Looney Tunes characters in skeletal form. Bugs, Daffy, Wile E and a fleshless Road Runner. By Hyungkoo Lee.
Looney Tunes characters in skeletal form. Bugs, Daffy, Wile E and a fleshless Road Runner. By Hyungkoo Lee.
Browsing this website’s visitor stats, I discovered two posts that continue to attract an unexpected level of interest. One is a short item on the phenomenon of superhero pornface, which remains a search engine favourite. The other involves a fleeting reference to the hilarious controversial subject of Japanese tentacle porn. I do, of course, feel obliged to cater to my readers’ appetites, even the ones they don’t admit to publicly. Thanks to the wonderful people at Coudal, I stumbled across what cephalopod enthusiasts may well regard as a tentacle pornfest: Poulpe Pulps – Vintage Octopus Pulp Covers. The site, hosted by Francesca Myman, is quite possibly the place to find “hard-to-locate images of science fiction, fantasy, and adventure pulp and comic covers featuring the wily octopus.”
More tentacles at the Octopia blog. An extensive video archive of cephalopods in action can be found here. Related: this, this and this. Knock yourselves out. You know who you are.
Here’s an extract from programme one of Richard Dawkins’ Channel 4 series Enemies of Reason, in which he addresses postmodern emotionalism, 9/11 conspiracies and the egalitarian flattening of values.
The first programme can be viewed in full, in two parts, here and here. The second programme is broadcast on Monday August 20th at 8pm. Of particular interest are the insights of illusionist Derren Brown, the convergence of environmentalism and ‘spirituality’, Dawkins’ encounter with sociologist Steve Fuller and the description of science as “the poetry of reality.”
Professor D uploaded and disseminated by The Thin Man. Update: Part two is online here.
The photography of Martin Klimas often depicts toys, flowers and figurines being destroyed, artfully.
Further to recent rumblings about the politics of Lego, this might amuse. Nathan Sawaya’s Art of the Brick exhibition is currently on tour. The exhibit includes over thirty models and mosaics made entirely from standard Lego bricks, almost one million of them. Among Sawaya’s creations are cats, people, polar bears and a close-to-life-size model of Han Solo embedded in carbonite.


Task requirements: Would you go through the records below and copy each line with the string "sheep"?

Dataset items:
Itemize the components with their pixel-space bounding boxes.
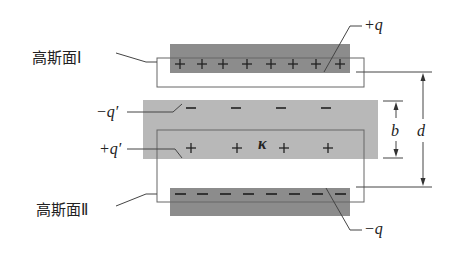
minus-q-prime-label: −q′ (96, 103, 119, 121)
gauss-2-leader (116, 194, 157, 206)
gauss-surface-2-label: 高斯面Ⅱ (36, 201, 88, 219)
gauss-surface-1-label: 高斯面Ⅰ (32, 49, 81, 67)
gauss-1-leader (116, 53, 157, 62)
b-label: b (391, 122, 399, 139)
minus-q-label: −q (364, 220, 383, 238)
plus-q-prime-label: +q′ (99, 140, 122, 158)
capacitor-diagram: 高斯面Ⅰ 高斯面Ⅱ +q −q −q′ +q′ κ b d (0, 0, 462, 263)
kappa-label: κ (258, 135, 267, 152)
d-label: d (417, 122, 426, 139)
plus-q-label: +q (364, 16, 383, 34)
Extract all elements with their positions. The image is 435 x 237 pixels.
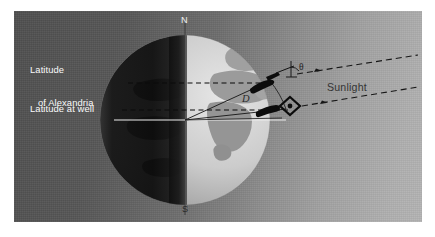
label-north-pole: N — [181, 15, 188, 26]
arc-distance-D — [270, 81, 286, 109]
theta-arc — [291, 67, 299, 71]
land-scandinavia — [236, 40, 258, 53]
label-latitude-alexandria: Latitude of Alexandria — [30, 42, 94, 131]
angle-theta-marker — [286, 61, 299, 77]
label-angle-theta: θ — [299, 61, 304, 72]
label-latitude-well: Latitude at well — [30, 103, 94, 114]
label-sunlight: Sunlight — [327, 81, 367, 94]
land-europe — [225, 47, 265, 71]
eratosthenes-diagram-figure: Latitude of Alexandria Latitude at well … — [0, 0, 435, 237]
label-latitude-alexandria-line1: Latitude — [30, 64, 94, 75]
label-south-pole: S — [182, 204, 188, 215]
label-distance-D: D — [242, 93, 250, 105]
diagram-panel: Latitude of Alexandria Latitude at well … — [14, 11, 422, 222]
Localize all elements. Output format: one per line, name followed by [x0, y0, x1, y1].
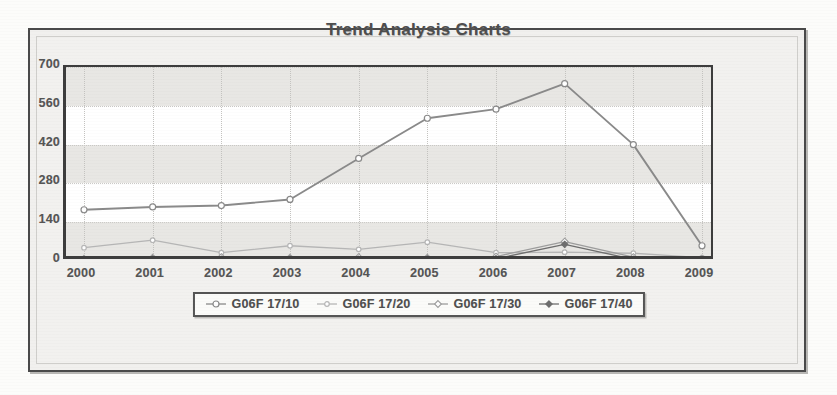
legend-item-label: G06F 17/30 [454, 297, 522, 311]
chart-legend: G06F 17/10G06F 17/20G06F 17/30G06F 17/40 [192, 292, 644, 317]
data-point-circle-open [212, 301, 218, 307]
y-axis-tick-label: 560 [0, 96, 60, 110]
x-axis-tick-label: 2000 [51, 266, 111, 280]
legend-marker-diamond-filled-icon [538, 298, 560, 310]
legend-item-4[interactable]: G06F 17/40 [538, 297, 633, 311]
x-axis-tick-label: 2002 [188, 266, 248, 280]
legend-item-1[interactable]: G06F 17/10 [204, 297, 299, 311]
x-axis-tick-label: 2006 [463, 266, 523, 280]
y-axis-tick-label: 700 [0, 57, 60, 71]
legend-marker-circle-open-small-icon [315, 298, 337, 310]
x-axis-tick-label: 2008 [600, 266, 660, 280]
x-axis-tick-label: 2004 [326, 266, 386, 280]
x-axis-tick-label: 2009 [669, 266, 729, 280]
legend-item-label: G06F 17/20 [342, 297, 410, 311]
legend-item-2[interactable]: G06F 17/20 [315, 297, 410, 311]
x-axis-tick-label: 2001 [120, 266, 180, 280]
y-axis-tick-label: 420 [0, 135, 60, 149]
x-axis-tick-label: 2003 [257, 266, 317, 280]
y-axis: 0140280420560700 [0, 65, 778, 265]
x-axis-tick-label: 2005 [394, 266, 454, 280]
scanned-page: Trend Analysis Charts 0140280420560700 2… [0, 0, 837, 395]
y-axis-tick-label: 140 [0, 212, 60, 226]
legend-item-3[interactable]: G06F 17/30 [427, 297, 522, 311]
page-title: Trend Analysis Charts [0, 20, 837, 40]
legend-item-label: G06F 17/10 [231, 297, 299, 311]
x-axis: 2000200120022003200420052006200720082009 [63, 266, 713, 288]
legend-marker-circle-open-icon [204, 298, 226, 310]
x-axis-tick-label: 2007 [532, 266, 592, 280]
data-point-circle-open-small [324, 302, 329, 307]
legend-item-label: G06F 17/40 [565, 297, 633, 311]
legend-marker-diamond-open-icon [427, 298, 449, 310]
data-point-diamond-open [434, 301, 441, 308]
y-axis-tick-label: 0 [0, 251, 60, 265]
data-point-diamond-filled [545, 301, 551, 307]
y-axis-tick-label: 280 [0, 173, 60, 187]
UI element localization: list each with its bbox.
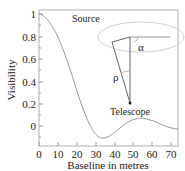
x-ticks: [39, 142, 171, 146]
y-tick-label: 1: [31, 8, 37, 20]
y-tick-label: 0: [31, 120, 37, 132]
figure: 1 0.8 0.6 0.4 0.2 0 0 10 20 30 40 50 60 …: [0, 0, 185, 171]
telescope-point: [129, 102, 132, 105]
y-tick-label: 0.2: [22, 98, 36, 110]
visibility-curve: [39, 14, 178, 138]
y-tick-labels: 1 0.8 0.6 0.4 0.2 0: [22, 8, 36, 132]
source-label: Source: [72, 13, 100, 24]
y-tick-label: 0.4: [22, 76, 36, 88]
x-tick-label: 10: [53, 148, 65, 160]
plot-frame: [39, 10, 178, 146]
y-tick-label: 0.8: [22, 31, 36, 43]
x-tick-label: 70: [166, 148, 178, 160]
x-axis-label: Baseline in metres: [67, 159, 148, 171]
y-axis-label: Visibility: [5, 59, 17, 100]
rho-label: ρ: [113, 71, 119, 83]
short-segment: [112, 37, 130, 42]
telescope-label: Telescope: [110, 106, 150, 117]
y-tick-label: 0.6: [22, 53, 36, 65]
y-ticks: [39, 14, 43, 137]
alpha-label: α: [138, 41, 144, 53]
rho-arc: [121, 71, 130, 73]
x-tick-label: 0: [36, 148, 42, 160]
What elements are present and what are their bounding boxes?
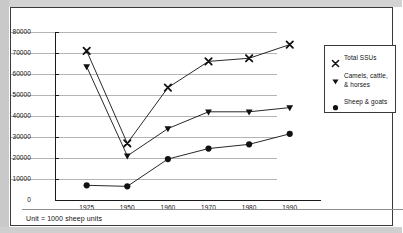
data-point-triangle bbox=[124, 154, 131, 160]
scan-edge-bottom bbox=[0, 227, 402, 233]
series-line bbox=[87, 45, 290, 144]
circle-marker-icon bbox=[331, 98, 340, 107]
data-point-circle bbox=[246, 141, 252, 147]
series-plot bbox=[55, 32, 321, 201]
legend-label-camels-cattle-horses: Camels, cattle, & horses bbox=[344, 72, 388, 89]
legend-label-sheep-goats: Sheep & goats bbox=[344, 98, 387, 107]
data-point-cross bbox=[83, 48, 89, 54]
chart-frame: 0100002000030000400005000060000700008000… bbox=[10, 7, 393, 226]
y-axis-tick-label: 70000 bbox=[12, 49, 31, 56]
data-point-circle bbox=[124, 183, 130, 189]
scan-edge-top bbox=[0, 0, 402, 7]
y-axis-tick-label: 80000 bbox=[12, 28, 31, 35]
data-point-circle bbox=[165, 156, 171, 162]
scan-edge-left bbox=[0, 0, 9, 233]
legend-item-sheep-goats: Sheep & goats bbox=[331, 98, 387, 107]
legend-item-camels-cattle-horses: Camels, cattle, & horses bbox=[331, 72, 388, 89]
y-axis-tick-label: 40000 bbox=[12, 112, 31, 119]
data-point-cross bbox=[165, 84, 171, 90]
series-line bbox=[87, 134, 290, 187]
y-axis-tick-label: 50000 bbox=[12, 91, 31, 98]
series-line bbox=[87, 67, 290, 156]
data-point-circle bbox=[287, 131, 293, 137]
data-point-circle bbox=[205, 145, 211, 151]
y-axis-tick-label: 20000 bbox=[12, 154, 31, 161]
data-point-triangle bbox=[246, 109, 253, 115]
x-cross-marker-icon bbox=[331, 54, 340, 63]
triangle-down-marker-icon bbox=[331, 72, 340, 81]
caption-divider bbox=[22, 209, 403, 210]
chart-legend: Total SSUs Camels, cattle, & horses Shee… bbox=[324, 45, 396, 113]
y-axis-tick-label: 10000 bbox=[12, 175, 31, 182]
data-point-triangle bbox=[83, 64, 90, 70]
data-point-cross bbox=[287, 41, 293, 47]
data-point-cross bbox=[124, 140, 130, 146]
y-axis-tick-label: 30000 bbox=[12, 133, 31, 140]
legend-label-total-ssus: Total SSUs bbox=[344, 54, 377, 63]
data-point-triangle bbox=[165, 126, 172, 132]
legend-item-total-ssus: Total SSUs bbox=[331, 54, 377, 63]
unit-note: Unit = 1000 sheep units bbox=[26, 215, 102, 222]
y-axis-tick-label: 0 bbox=[27, 196, 31, 203]
y-axis-tick-label: 60000 bbox=[12, 70, 31, 77]
data-point-circle bbox=[84, 182, 90, 188]
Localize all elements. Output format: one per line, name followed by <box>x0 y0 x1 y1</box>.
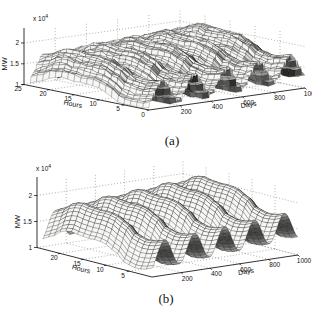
x-axis-label: Days <box>240 100 257 110</box>
z-scale-label: x 104 <box>33 13 48 22</box>
x-tick-label: 1000 <box>304 90 312 97</box>
z-tick-label: 1.5 <box>10 60 19 67</box>
caption-a: (a) <box>155 133 189 149</box>
y-axis-label: Hours <box>71 263 91 275</box>
z-tick-label: 1 <box>15 81 19 88</box>
x-tick-label: 400 <box>211 270 222 277</box>
z-tick-label: 2 <box>15 39 19 46</box>
x-axis-label: Days <box>238 267 255 277</box>
z-tick-label: 2 <box>28 192 32 199</box>
x-tick-label: 200 <box>181 108 192 115</box>
plot-b-surface <box>43 176 298 269</box>
x-tick-label: 1000 <box>297 257 312 264</box>
y-tick-label: 5 <box>121 272 125 279</box>
z-axis-label: MW <box>13 214 22 228</box>
x-tick-label: 800 <box>274 94 285 101</box>
y-tick-label: 5 <box>116 105 120 112</box>
surface-plots: 2004006008001000252015105021.51DaysHours… <box>0 0 312 323</box>
figure: 2004006008001000252015105021.51DaysHours… <box>0 0 312 323</box>
y-tick-label: 20 <box>50 254 58 261</box>
y-tick-label: 0 <box>141 111 145 118</box>
x-tick-label: 800 <box>269 261 280 268</box>
x-tick-label: 200 <box>182 275 193 282</box>
z-axis-label: MW <box>0 56 9 70</box>
z-scale-label: x 104 <box>36 163 51 172</box>
y-tick-label: 10 <box>96 266 104 273</box>
x-tick-label: 400 <box>212 103 223 110</box>
z-tick-label: 1.5 <box>23 218 32 225</box>
y-tick-label: 20 <box>39 90 47 97</box>
caption-b: (b) <box>149 291 183 307</box>
z-tick-label: 1 <box>28 244 32 251</box>
y-axis-label: Hours <box>63 99 83 110</box>
y-tick-label: 10 <box>89 100 97 107</box>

Answer area:
legend-label-sheep-goats: Sheep & goats bbox=[344, 98, 387, 107]
legend-item-sheep-goats: Sheep & goats bbox=[331, 98, 387, 107]
unit-note: Unit = 1000 sheep units bbox=[26, 215, 102, 222]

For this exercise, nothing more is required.